Tuesday, December 24, 2024

A retention of faith

What does it mean to retain one's faith? Is it faith in oneself? in your community? in society? in others? in a deity of some sort? Do we have to have faith and trust in ourselves before we have it in our communities? Or is it the other way around? Might we not have faith in ourselves if we see no examples of it around us?

Following the election, I am troubled by what is a gradual unfolding of that faith in my country, in institutions that are supposed to be motivated by justice and common good instead of by avarice and personal vengeance. If this country is only about greed and selfishness, then I gradually find myself at odds with it, a stranger floating adrift among other strangers. And if I find community among strangers, how do you re-form (or reform) a community on the basis of beliefs you all thought everyone shared?

Does that crisis of faith in some abstract type of thing - a country as a concept - trickle down into other abstract notions like society? Does it trickle down into things of substance like communities or the people at the grocery store? to my students? to my family?

There are the communities I live in - in New Haven, in Buffalo, among faculty and students at UB, among friend groups in different parts of the world, among family. I have needed to touch each community to check again and again if they remain intact, clinging onto the fabric for a bit asking "Do you also still believe in kindness? in noble pursuits?"

And if selfishness abounds while knowledge languishes at the margins, I find myself struggling against so much lost hope. Do I believe that students are fundamentally interested in learning still? Do I believe that I can do anything to prevent academic dishonesty in a world of easy AI answers? Should I even bother trying? Do I believe that work in my research and my field is worth pursuing while universities, institutions, and society (that diaphanous term) might flippantly dismiss such endeavors as wasteful or impractical? Why does it feel like my careful little efforts are like planting trees in a forest fire?

Or does the despair and lack of faith only trickle up? Does the individual losing faith become nothing but a black hole sucking all others into their vortex? Is this the nature of where faith goes? And as communities become lost to these cults of individualism, what is left to hold onto?

Monday, December 2, 2024

Research

Did you discuss your project proposal? Have you talked about it with colleagues? Have you revised it? Have you mulled it over in the shower, on your walk, in the wee hours of the morning?

Have you requested funding from a grant source? Did it take you 1-2 months to write a proposal and work with your university to submit all the paperwork in time? Did you wait 6 months to hear back about whether you got funded? If you did get funded, did you wait another 3 months to start the research?

Did you write up your protocol for the institutional review board at your university (if the work involves human subjects)? Did you have to revise this? Did it take you 3-4 weeks and did you pull your hair out trying to answer their questions?

Once you had the research funds, did you train students as research assistants? did you design experiments and run them? Have you finished collecting all your data? Did you stay late at the university again doing so?

Did you spend 6-9 months analyzing and re-analyzing your data, plotting your findings, doing statistics? Did you present these new findings at research conferences that you submitted to and then attended? Did your university not give you enough funds to attend the conference? Have you incorporated feedback from your colleagues now that you have findings?

Have you written up your results in a research paper and submit it to a peer-reviewed journal? Have you read the 10, 20, 30, 40 relevant articles that you cite in your background section? Are your findings well argued?

Did you wait 3-4 months to hear back from the journal? If the journal's decision was "revise and resubmit" or "major revisions", did you spend 2-3 months revising your manuscript to address the reviewers' concerns? Did you pull your hair out doing this too?

Did you repeat this process above to revise it yet again? Did the journal give you reviewers that advised you to do more than last time? Do you have any hair left?

If your paper was accepted after the 9-12 months for journal submission, review, and revision, did you also address all copyeditor commentary?

If this all has happened, congratulations, you have published an original piece of research. It took you 2-3 years and a huge amount of effort. Hopefully you can continue to do this on your grant.

Now, remind me, what was that again about your google "research" that you spent 30 minutes on?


▸ **Exercise requirements**
Check every line of the material below, and show those that contain "Exploration".
**********
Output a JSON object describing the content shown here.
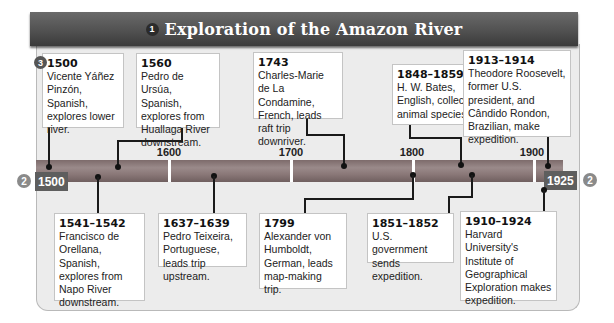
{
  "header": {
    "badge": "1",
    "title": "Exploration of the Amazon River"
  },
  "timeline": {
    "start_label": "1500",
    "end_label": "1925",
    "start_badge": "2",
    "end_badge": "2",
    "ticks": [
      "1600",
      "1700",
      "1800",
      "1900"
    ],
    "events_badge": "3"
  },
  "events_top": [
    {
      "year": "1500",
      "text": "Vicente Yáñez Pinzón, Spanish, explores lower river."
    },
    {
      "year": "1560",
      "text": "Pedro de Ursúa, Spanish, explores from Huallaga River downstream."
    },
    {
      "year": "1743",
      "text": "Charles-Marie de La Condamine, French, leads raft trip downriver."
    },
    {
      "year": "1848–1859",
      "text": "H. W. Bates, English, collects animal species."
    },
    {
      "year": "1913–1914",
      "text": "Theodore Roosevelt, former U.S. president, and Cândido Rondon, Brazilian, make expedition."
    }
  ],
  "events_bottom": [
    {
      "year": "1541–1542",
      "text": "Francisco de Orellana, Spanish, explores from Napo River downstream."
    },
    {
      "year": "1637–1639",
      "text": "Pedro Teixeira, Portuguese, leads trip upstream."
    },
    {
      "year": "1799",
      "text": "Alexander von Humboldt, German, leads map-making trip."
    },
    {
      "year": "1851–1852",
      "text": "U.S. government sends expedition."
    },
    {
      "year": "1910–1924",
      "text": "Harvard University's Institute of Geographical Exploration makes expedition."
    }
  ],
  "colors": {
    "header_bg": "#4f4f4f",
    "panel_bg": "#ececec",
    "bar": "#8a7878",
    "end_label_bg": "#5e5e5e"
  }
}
**********
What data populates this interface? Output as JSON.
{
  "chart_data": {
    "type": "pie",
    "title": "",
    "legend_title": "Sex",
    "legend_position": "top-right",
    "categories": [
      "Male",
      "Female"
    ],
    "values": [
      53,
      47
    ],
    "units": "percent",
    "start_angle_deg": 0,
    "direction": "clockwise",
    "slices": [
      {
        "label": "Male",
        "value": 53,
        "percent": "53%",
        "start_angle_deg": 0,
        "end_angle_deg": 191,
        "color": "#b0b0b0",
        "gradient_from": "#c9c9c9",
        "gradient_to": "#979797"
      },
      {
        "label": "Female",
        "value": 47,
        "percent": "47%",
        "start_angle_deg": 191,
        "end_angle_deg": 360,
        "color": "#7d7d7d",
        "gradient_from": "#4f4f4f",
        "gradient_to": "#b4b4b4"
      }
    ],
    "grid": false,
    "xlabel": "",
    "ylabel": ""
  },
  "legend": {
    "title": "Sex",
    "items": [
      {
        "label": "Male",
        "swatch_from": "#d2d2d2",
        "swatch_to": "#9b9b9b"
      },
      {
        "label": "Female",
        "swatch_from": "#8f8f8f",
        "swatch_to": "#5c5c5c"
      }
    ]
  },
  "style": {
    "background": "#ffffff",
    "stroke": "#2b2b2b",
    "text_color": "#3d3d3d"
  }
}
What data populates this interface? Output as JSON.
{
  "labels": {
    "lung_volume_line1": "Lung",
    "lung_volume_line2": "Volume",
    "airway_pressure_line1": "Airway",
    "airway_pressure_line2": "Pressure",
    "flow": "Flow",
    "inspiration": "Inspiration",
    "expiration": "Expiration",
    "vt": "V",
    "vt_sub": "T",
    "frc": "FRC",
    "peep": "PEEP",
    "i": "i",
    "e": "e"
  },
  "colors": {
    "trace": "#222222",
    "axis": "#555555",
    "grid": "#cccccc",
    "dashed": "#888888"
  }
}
**********
▸ **The completed task**
    "title": "Exploration of the Amazon River"
      "text": "Harvard University's Institute of Geographical Exploration makes expedition."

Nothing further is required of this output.